What concerns Merkel and Steinbrück is that old cautionary motto: "What you don't know can hurt you." Germany's mission seems to be one of bringing hedge funds into the regulatory sunshine. Here is how Reiermann describes the situation:
In preparing for this weekend's meeting, Steinbrück's experts, headed up by his deputy Thomas Mirow, had a difficult time convincing their colleagues that Berlin wasn't trying to crusade against " locust" investors or ruin a prosperous industry with excessive regulation. They just want to create better oversight, Steinbrück's emissaries insist. They want "transparency" -- more light.
And that's indeed what's missing -- government supervisory authorities are very much in the dark when it comes to hedge funds.
All they have is a rough estimation of the number of hedge funds in the world: about 9,000. But no one knows exactly how much money these constructs control, how much they've hoarded and then borrowed on credit.
Estimates as to how much money is involved are as high as $1.3 trillion (see graphic). But the supervisors have little idea of where the close-lipped managers have invested the money -- and what risks they've decided to run in doing so.
This lack of knowledge contrasts starkly with the disclosure obligations that supervisory authorities impose on garden-variety credit institutions. For example, Germany's supervisory authority knows precisely how much money every little savings bank has lent to prospective home owners. But international financial supervisors have no idea what a financial acrobat like Peter Thiel, the 39-year-old star of the hedge fund community, is doing with his billion-dollar Clarion Capital fund.
I have found SPIEGEL ONLINE to be an excellent source of analytic reports about the global economy. I have been following them since they ran a series of translations of excerpts from Gabor Steingart's Weltkrieg um Wohlstand ("war for wealth") book. This series prompted a series of entries in my previous blog, which may best be reviewed by following the back-pointers from the last of these entries. Whether such reports reflect a historical sensitivity to the consequences of economic crisis or whether it is just that Spiegel is more inclined than the American press to provide such analyses to the general public, we can all benefit from this editorial policy. I just hope that at least some of the members of Congress appreciate the value of such analysis, particularly since any discussion in Essen will come down to whether our own Secretary of the Treasury is willing to put the financial security of the American public above the interests of his former colleagues at Goldman Sachs.
1 comment:
There is evidence out there that some of these funds hold vastly more Capital than one would think try 27.5 Trillion. Its actually more than one.
International Currency Review has some excellent articles on this very topic. Check it out.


Action item >> Could you reproduce every record below exactly, excluding all pictures?

*** Records Section Begins ***

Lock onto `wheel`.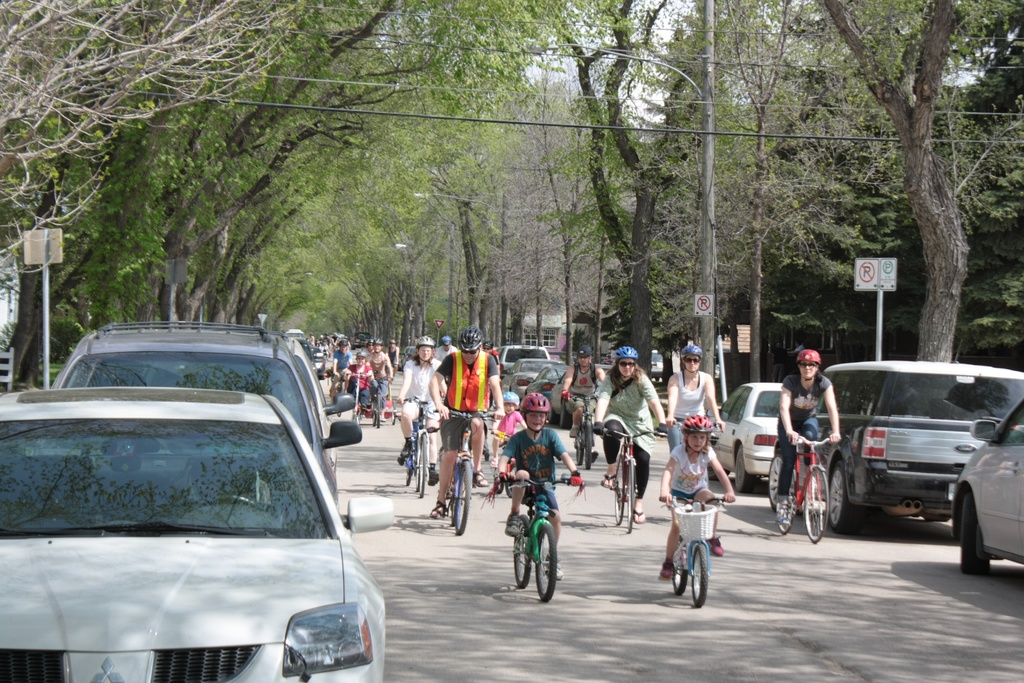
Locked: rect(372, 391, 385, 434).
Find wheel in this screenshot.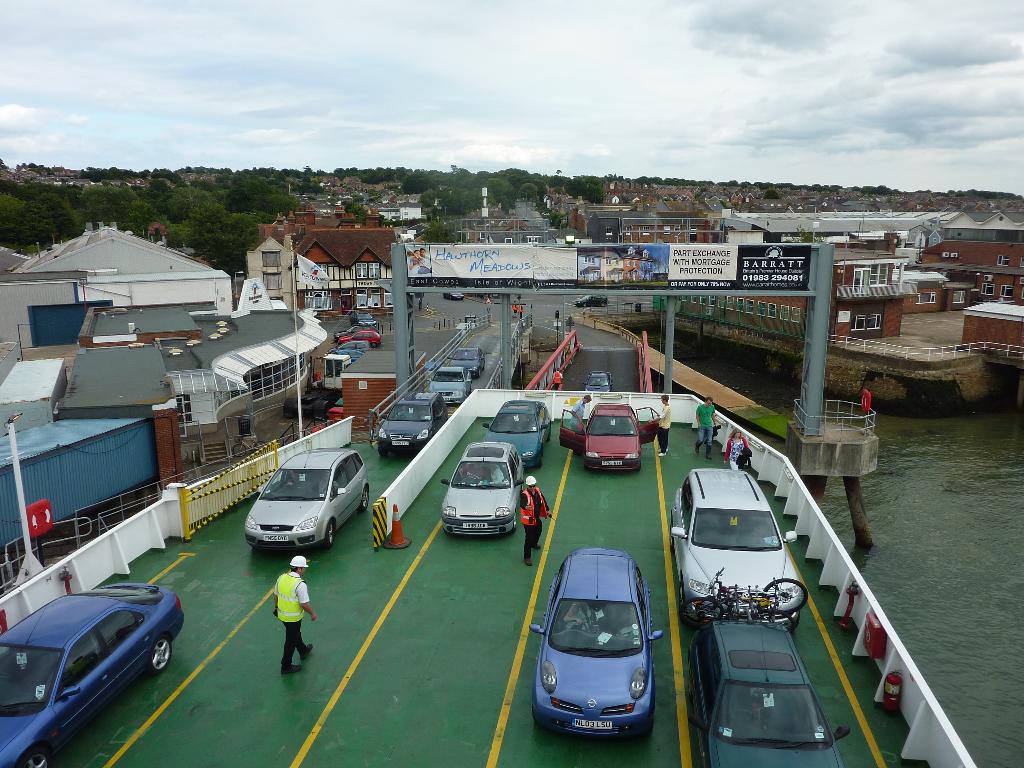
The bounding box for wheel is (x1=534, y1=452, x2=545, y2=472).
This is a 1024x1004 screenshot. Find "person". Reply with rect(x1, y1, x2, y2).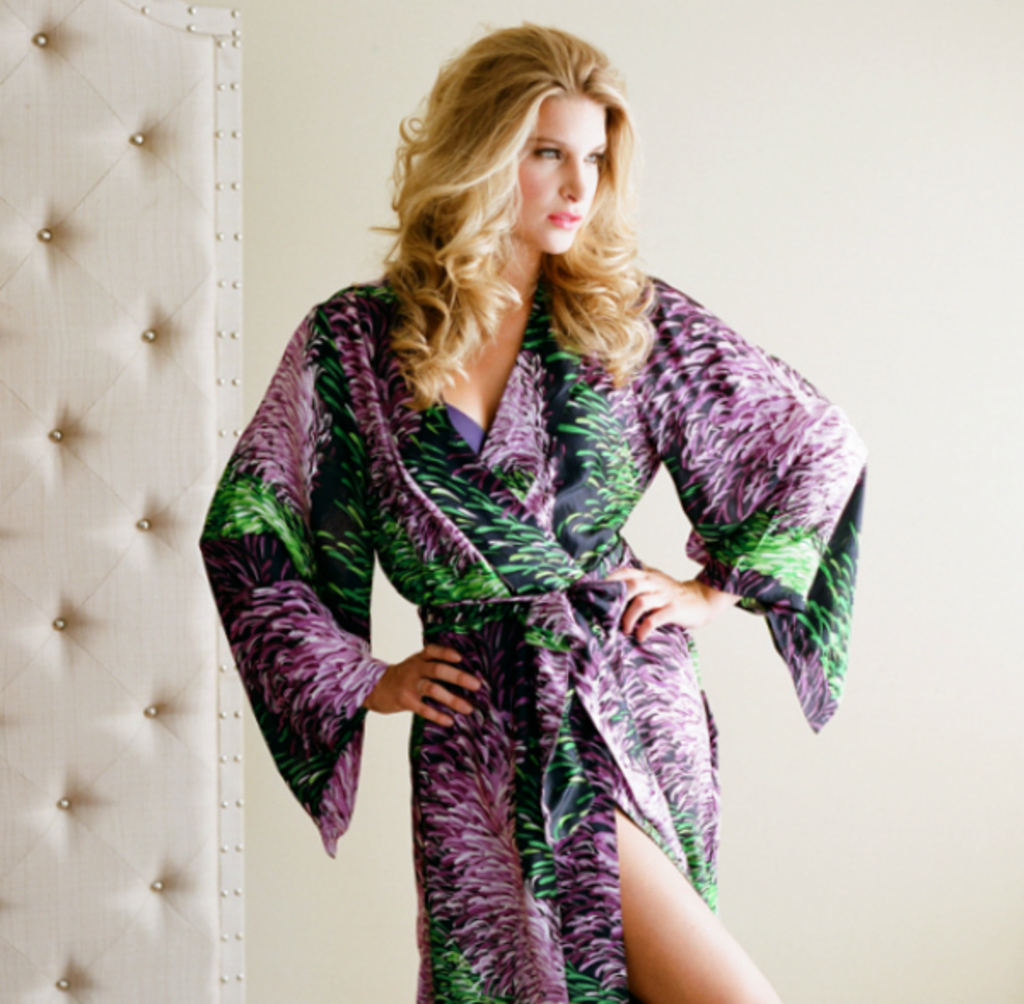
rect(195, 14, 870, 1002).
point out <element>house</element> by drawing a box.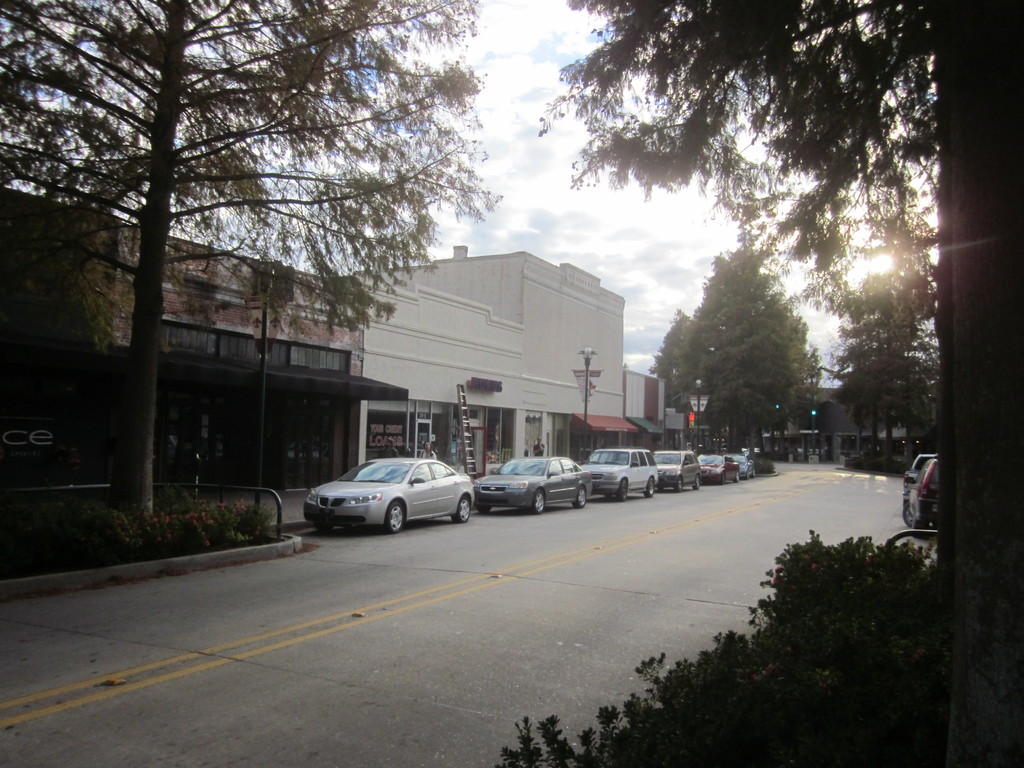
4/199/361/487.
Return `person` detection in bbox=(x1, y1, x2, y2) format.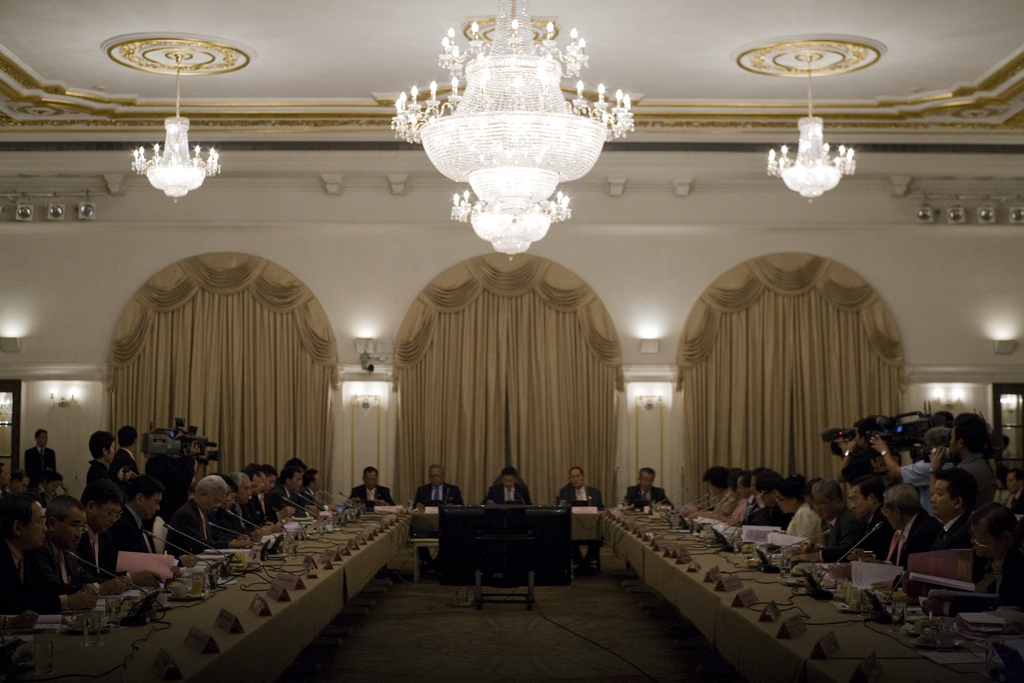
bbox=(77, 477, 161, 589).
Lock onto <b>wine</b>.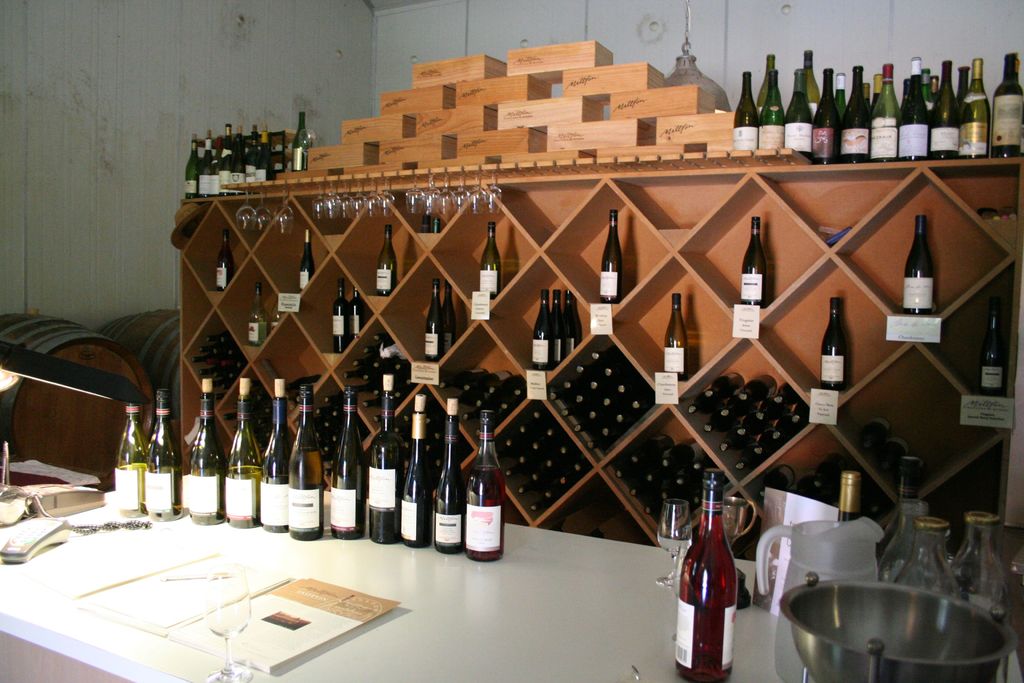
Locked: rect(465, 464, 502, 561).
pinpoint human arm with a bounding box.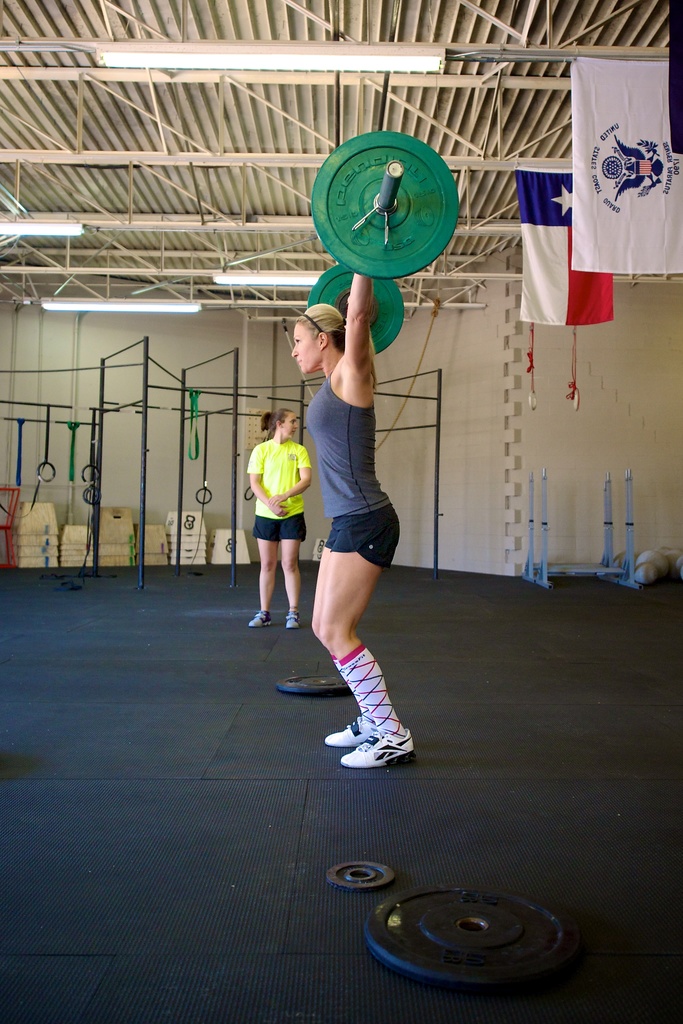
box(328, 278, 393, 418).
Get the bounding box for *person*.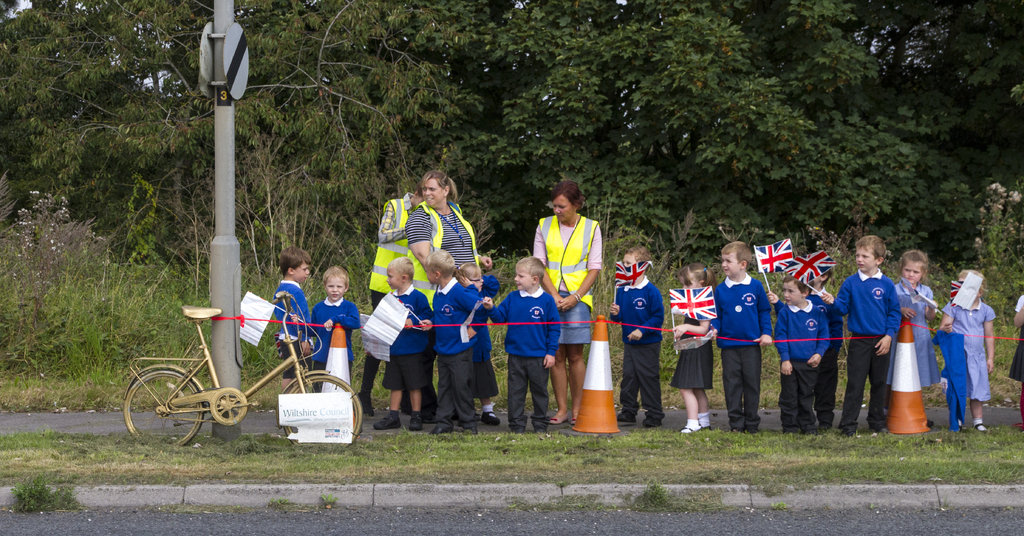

*** Records Section Ends ***

Output for this task >>
Lock onto `wheel`.
Locked: rect(372, 391, 385, 434).
Find wheel in this screenshot.
The bounding box for wheel is (x1=534, y1=452, x2=545, y2=472).
This is a 1024x1004 screenshot. Find "person". Reply with rect(x1, y1, x2, y2).
rect(195, 14, 870, 1002).
point out <element>house</element> by drawing a box.
4/199/361/487.
Return `person` detection in bbox=(x1, y1, x2, y2) format.
bbox=(77, 477, 161, 589).
Lock onto <b>wine</b>.
Locked: rect(465, 464, 502, 561).
pinpoint human arm with a bounding box.
box(328, 278, 393, 418).
Get the bounding box for *person*.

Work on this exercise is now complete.